Gene Jessen took over management of his family’s 2,600-acre ranch — located in the rolling, wooded hills along the upper end of Lewis and Clark Lake on the Missouri River in a region known as the Devils Nest — in 1952 after returning home from the military.
In later years, Jessen had operated his land as a ranch, working with his son, Tim, to make the pastures work for rotational grazing and to restore the prairie.
These goals led him to be a pioneer in the use of prescribed fire on his land to rejuvenate native grass and to keep invasive eastern red cedar trees in check. He was burning his pastures before the practice was widely accepted. Over the years, they added cross-fencing, water lines and took aggressive action in clearing out cedar trees.
Father’s legacy
Gene died in 2018, but Tim has been working hard over the past several decades to make strides toward his father’s long-term goals. The Jessen ranch was one of the featured stops on the Nebraska Grazing Lands Coalition (NGLC) summer grazing tour earlier this year.
“I’ve been influenced heavily by my dad and all the work he did in the 1980s and ‘90s,” Tim Jessen told about 200 people on the tour. “Our terrain around here is rough because of the glaciers that formed the ridges and bluffs. That’s why we have a wide variety of soils, with the ridges made up of a lot of sand and gravel.”
Tim Jessen said that the land today looks much better than it did 40 years ago when his father began working on restoring it. The pasture stocking rate in the early days was about 11-12 acres per cow-calf pair. Today, that has gone down to 7-8 acres per pair. They graze between 350-375 pairs through about 20 paddocks, grazing each paddock two to three times a year.
Rotational grazing helped the good warm-season grasses move up the ridges more, Jessen told the tour participants. “It will continue to get better,” he said. “The thing with grasslands is that you can’t fix it overnight. It takes years to get it.”
As far as management of the ranch, there is only one thing that Jessen has changed significantly. “He tried to make one-and-a-half rotations through the pastures with the herd each year,” Jessen said. “We try to get three rotations, and as dry as it has been this spring, we are leaving the cows in pasture about half as long as normal.”

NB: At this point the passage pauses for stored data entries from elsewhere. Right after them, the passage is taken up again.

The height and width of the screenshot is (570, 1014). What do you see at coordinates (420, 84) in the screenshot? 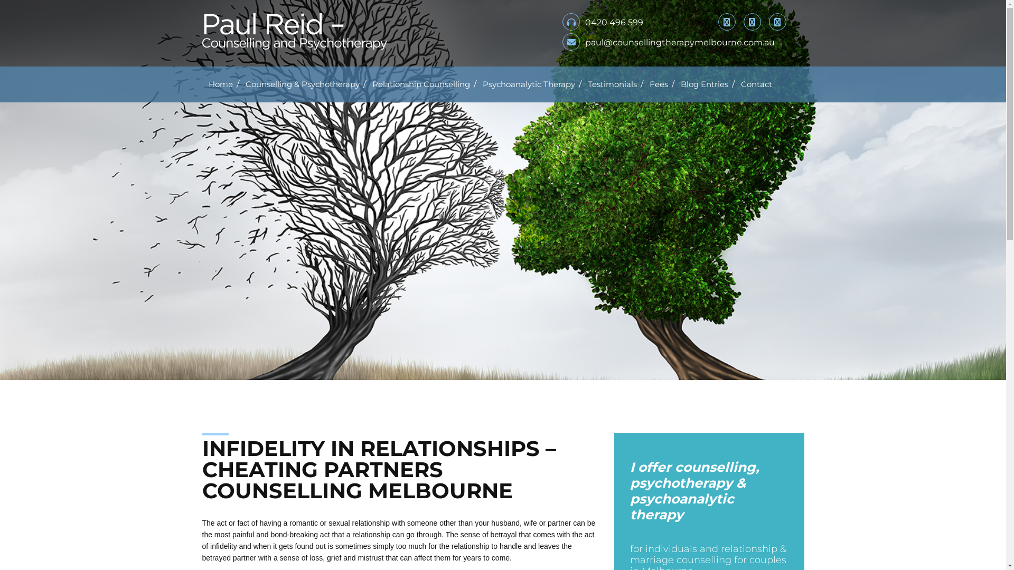
I see `Relationship Counselling` at bounding box center [420, 84].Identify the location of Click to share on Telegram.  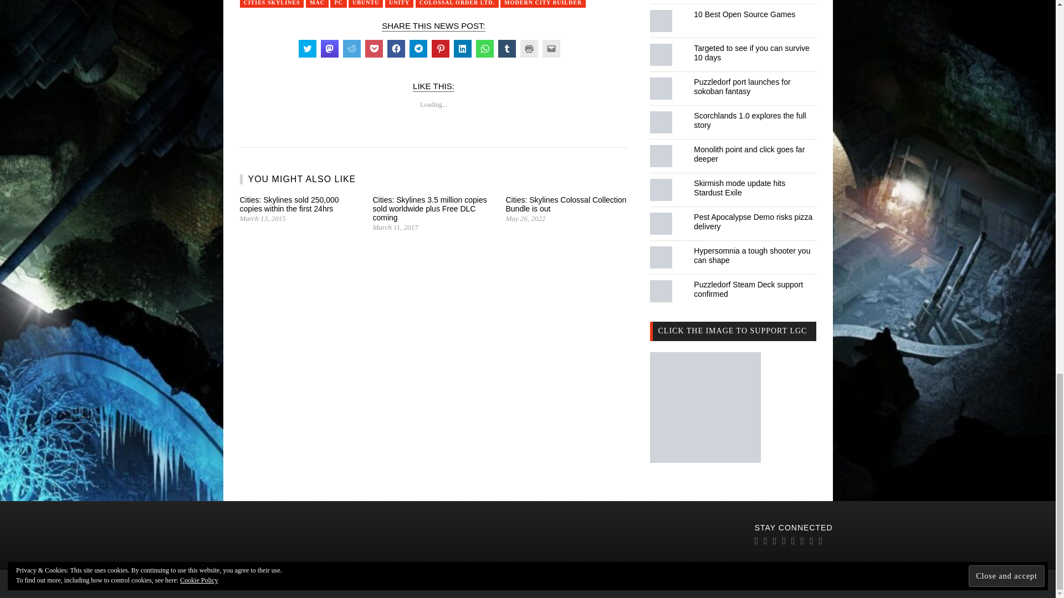
(417, 49).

The early drought this spring caused Jessen to move about 350 cow-calf pairs through pasture faster in order to leave more grass to recover. “That keeps the roots from getting burned up with the heat,” he added.
Fire is key
Fire has been a key management tool. “After a prescribed fire, sunlight can get into the gullies,” Jessen said. “That’s where our most fertile soil is. I think what we’ve gained in the last few years in production is mostly in those gullies,” where we gain by getting cool-season grasses and forbs growing.
Jessen acknowledges that the good soil in his gullies probably came from many years ago when the ridges were farmed or overgrazed, and the little topsoil that existed on them washed down into those gullies.
But today, Jessen benefits from those good, fertile gullies once fire has reclaimed them from invasive cedar trees and returned them to hardwood trees and grasslands. “That is money in our pockets because our profit comes off pounds of beef,” Jessen said. “Wildlife like it, too.”
Weed control is always a challenge on rolling pastureland such as on the Jessen ranch. He said that he sprays herbicides on his pastures to control weeds when necessary. He stays away from cottonwood trees when spraying, but hardwood trees withstand herbicide drift better.
“The biggest thing with spraying is that we can get our cool-season grass and forb growing” by killing invasive weeds, Jessen adds.
Watering 350 cow-calf pairs may be one of his biggest challenges over rough grazing land. Tim’s father, Gene, did plenty of spring development over his years of managing the ranch, but springs can’t keep with the water needs of the herd.
In more recent years, Jessen settled on a large holding tank at the top of a ridge to gravity-feed water to stock tanks across his paddocks. He hopes to add more cross-fencing in upcoming years, as well as more water lines to accompany the new paddocks.
For Jessen, his goals for grazing land are carrying on a family tradition begun by his father. “It is an ongoing process,” Jessen said. One of Gene’s favorite sayings, Tim says, was, “If we take care of the grass, the grass takes care of the cows.”
They hope to eventually graze up to 400 cow-calf pairs on the ranch. But use of prescribed fire, keeping weeds down by spraying, along with rotational grazing, have brought his gullies back to life and have rejuvenated his native prairie along the Missouri River.
In addition to the Jessen ranch, the NGLC summer tour also visited the Kalkowski Family Ranches near Lynch, learning about the family’s efforts to improve grazing lands, install watering systems and improve pastures and productivity through rotational grazing.